Smith felt his chest become heavy. The question that remained, the unanswerable mystery, was what or who had manipulated CURE?
Chiun stood in the hall, out of sight of Emperor Smith’s well-meaning but doddering secretary, and eavesdropped as Mark Howard confirmed what he knew of Chiun and the Sun On Jo tribe. It was a secret best aired, Chiun considered. Too long had the truth remained unspoken to their employer.
Smith was a ruthless man, willing to make any sacrifice to continue the work of his hidden power base. Chiun learned years ago that it was best to keep quiet to the Emperor about the true extent of the fame and glory of Sinanju, and yet Remo was not so skilled at masking the truth. That he had kept the secret of the Sun On Jo for all these years was tribute to his patience, if not an indictment of his stubbornness. This subterfuge had been necessary once, lest the emperor view the existence of this tribe and Remo’s offspring as a threat to his power, and order their destruction.

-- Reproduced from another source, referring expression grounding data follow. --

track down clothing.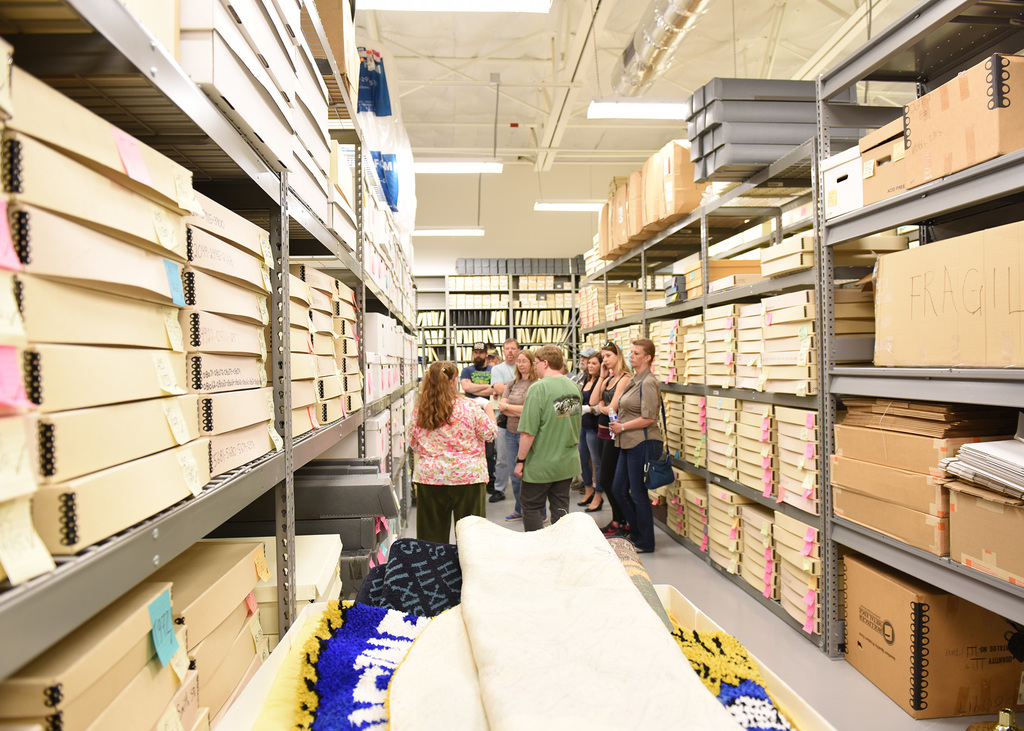
Tracked to {"left": 406, "top": 400, "right": 500, "bottom": 523}.
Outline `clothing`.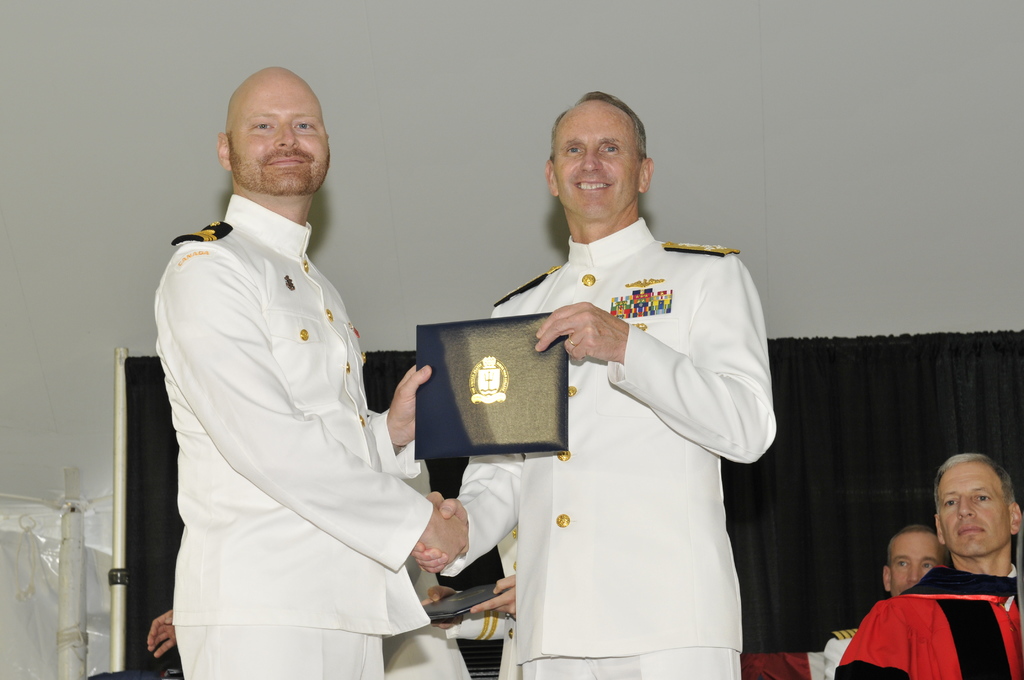
Outline: x1=145 y1=154 x2=444 y2=663.
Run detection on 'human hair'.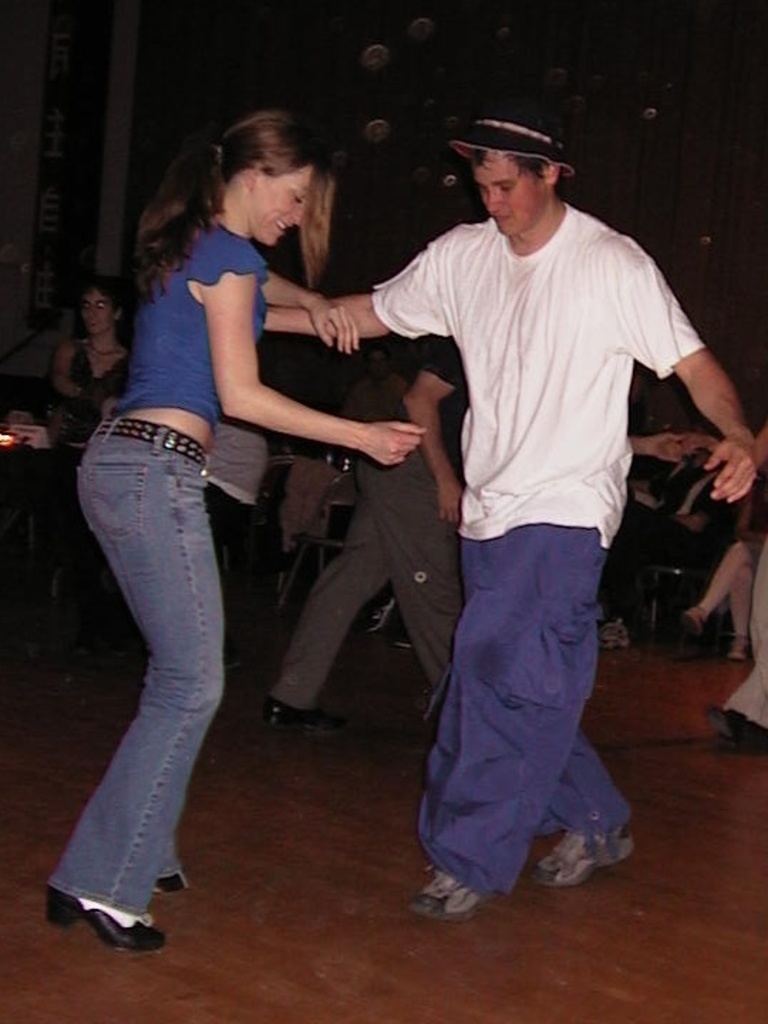
Result: crop(464, 148, 550, 182).
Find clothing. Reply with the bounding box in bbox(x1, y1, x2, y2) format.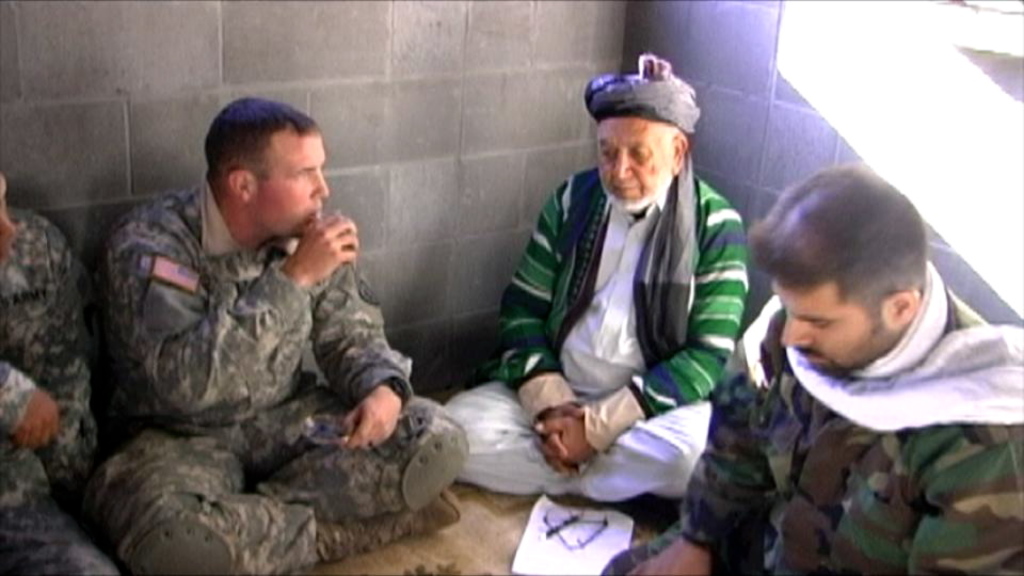
bbox(442, 154, 750, 497).
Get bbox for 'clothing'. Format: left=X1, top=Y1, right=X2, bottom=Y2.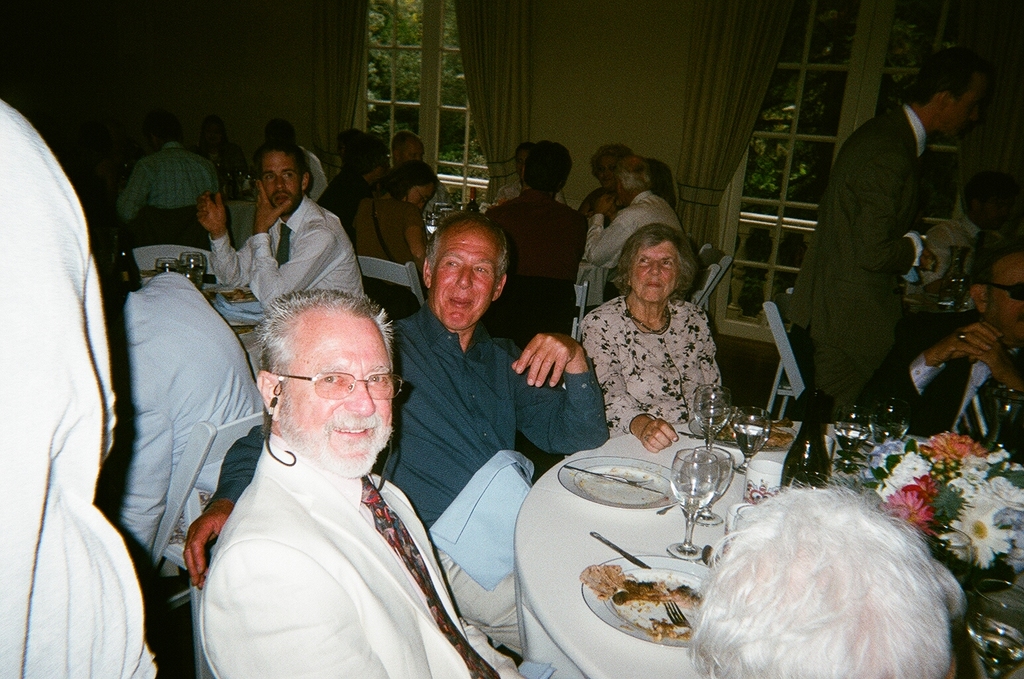
left=304, top=144, right=333, bottom=207.
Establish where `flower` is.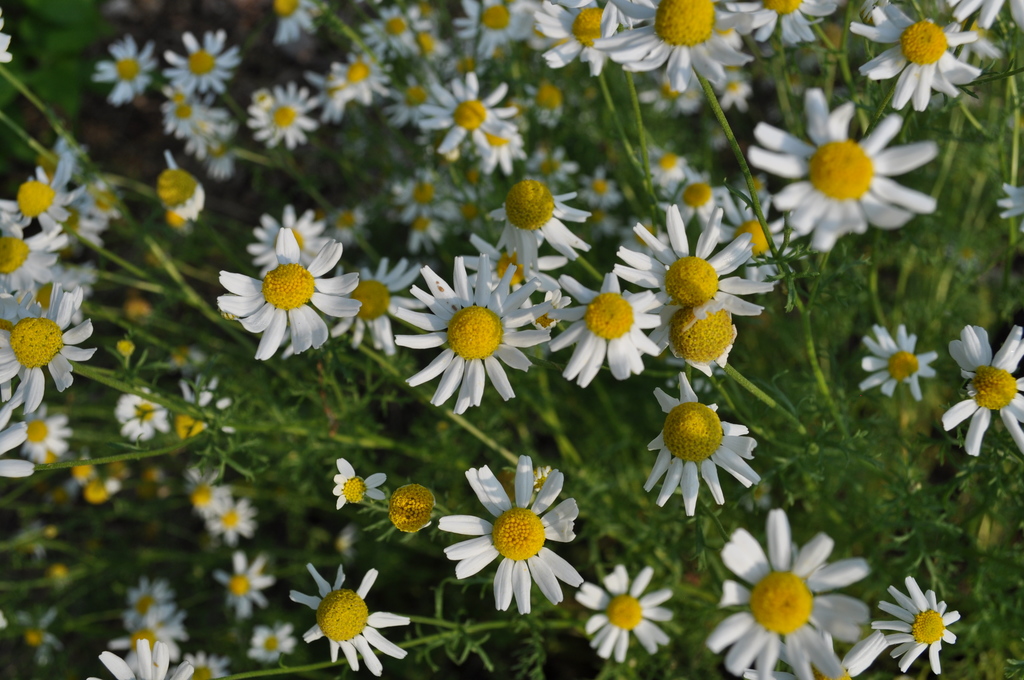
Established at BBox(710, 502, 877, 679).
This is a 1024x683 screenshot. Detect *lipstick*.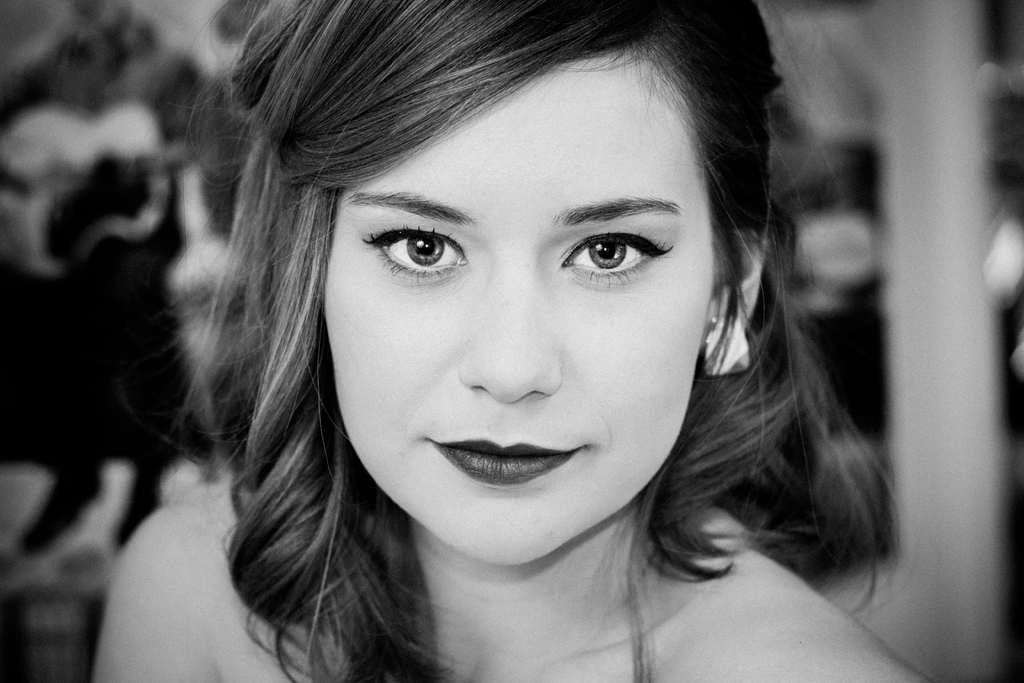
BBox(428, 436, 584, 485).
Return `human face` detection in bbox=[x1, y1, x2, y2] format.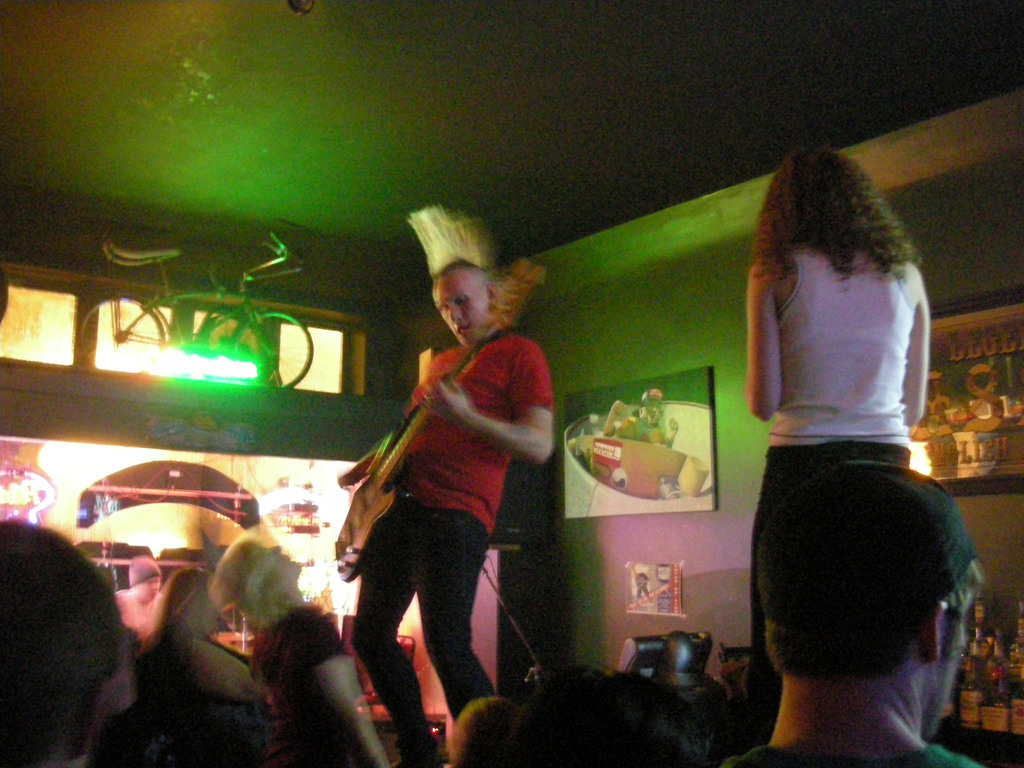
bbox=[431, 264, 487, 344].
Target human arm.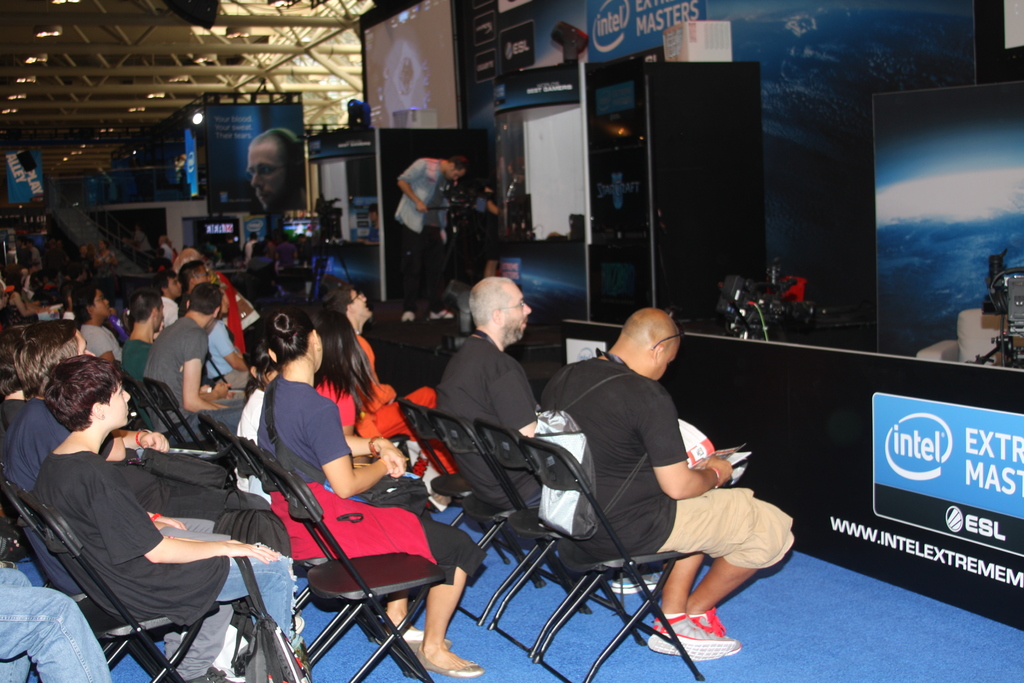
Target region: (x1=85, y1=327, x2=122, y2=363).
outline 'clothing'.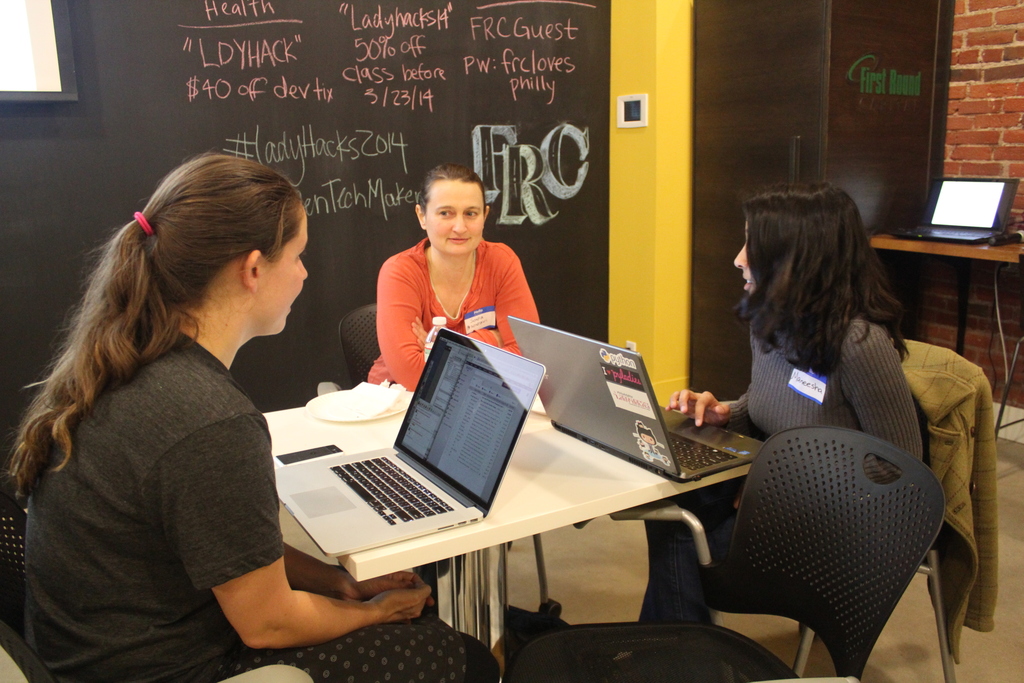
Outline: rect(17, 318, 500, 682).
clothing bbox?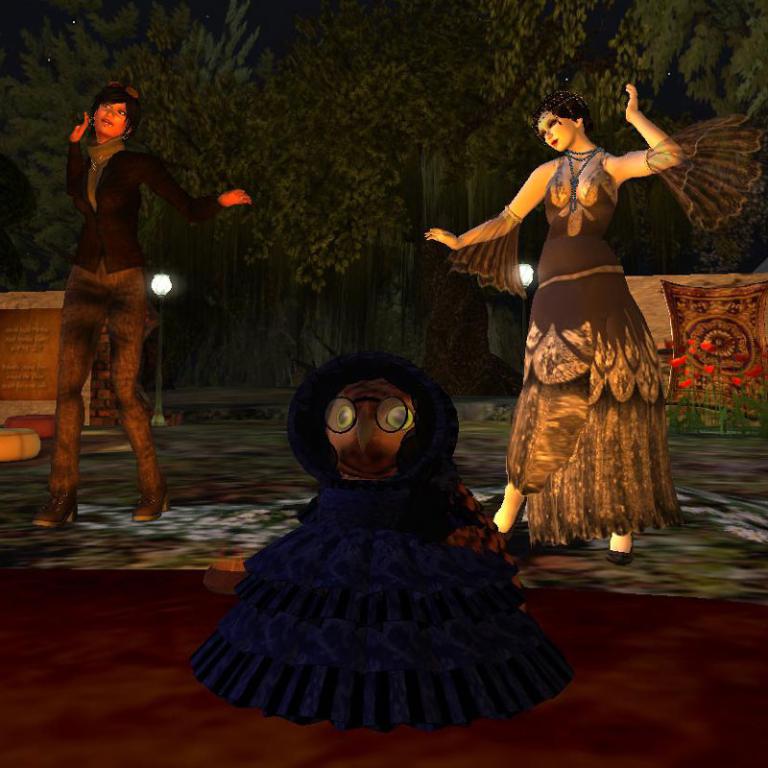
l=474, t=119, r=697, b=521
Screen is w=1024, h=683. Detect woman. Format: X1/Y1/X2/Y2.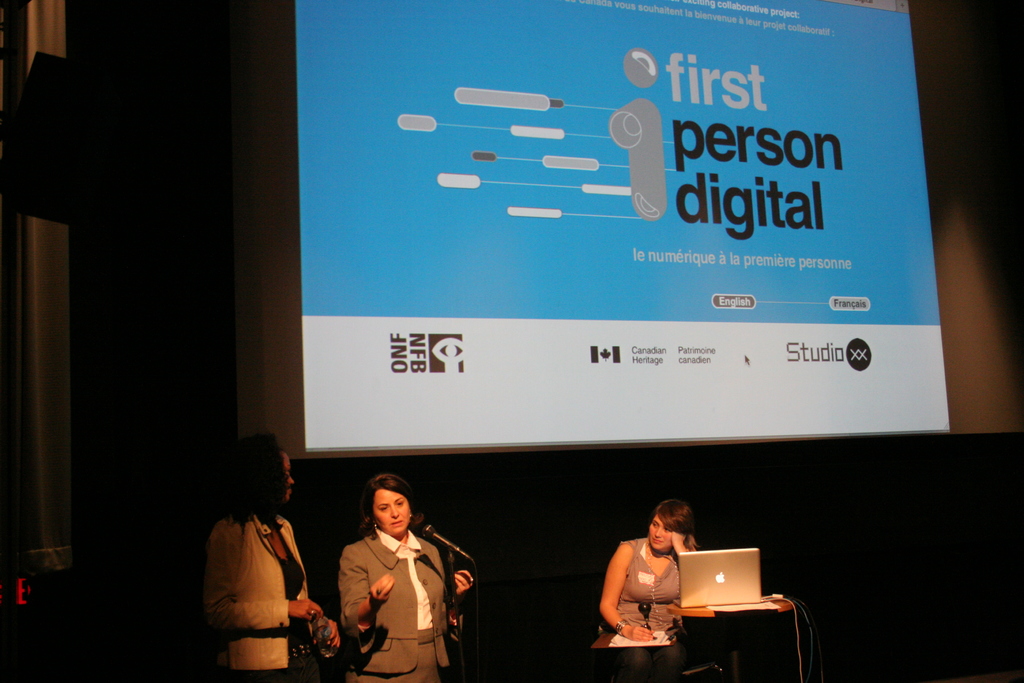
335/472/477/682.
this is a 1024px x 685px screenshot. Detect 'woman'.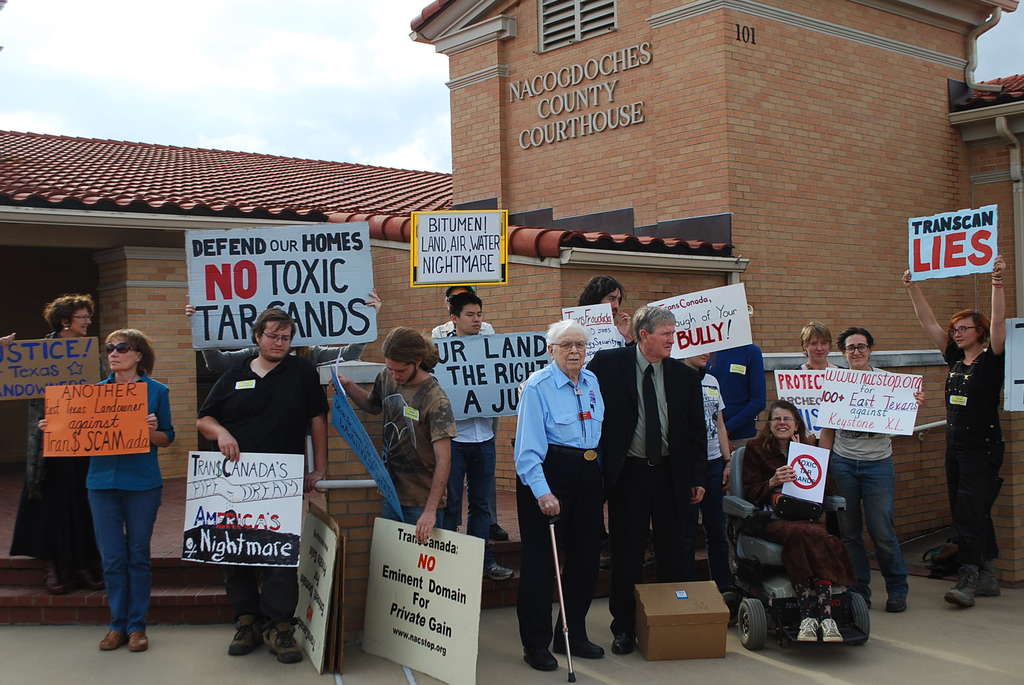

That would be a foolish act, brimming with ruinous consequences, and Chiun did not think Smith would make that misstep. Still, he would keep a wary eye on the emperor in the coming days.
The emperor, after all, was old and set in his old ways, and had always been prone to episodes of insanity.
Chiun extracted a white electronic device from his sleeve as he strolled the hall of the rarely used wing of Folcroft Sanitarium. The private hospital served the wealthy and the special cases—this was the front for CURE. Chiun and Remo had for years maintained a suite of sparsely furnished rooms here. Their current stay was now stretching into weeks, since Remo had been struck down by a grievous wound that kept him comatose for days. He had recovered…
Chiun preferred not to recall the episode.
Now Remo refused to return to their proper home until he satisfied his current infatuation with the annihilation of a puppet senator. Chiun was tired of Folcroft, but also was he tired of the drab two-flat in which the Masters dwelt in Connecticut.
Chiun had his interests to distract him, and as he touched a button his device blinked happily to life.
The device allowed him to read the Internet-posted journals of people from around the world. Today, the Mississippi Trollop had updated her diary. The first words hinted at much juicy debauchery and amoral activity. This promised to be fine reading.
A lovely young woman emerged from one of the rooms and gave him an enchanting smile. The old Master stopped and bowed, a refined, rare display of respect.
“Chiun, I told you to stop that.” She kissed his cheek, then she locked her arm in his and dragged the beet-faced Master of Sinanju Emeritus into her own suite.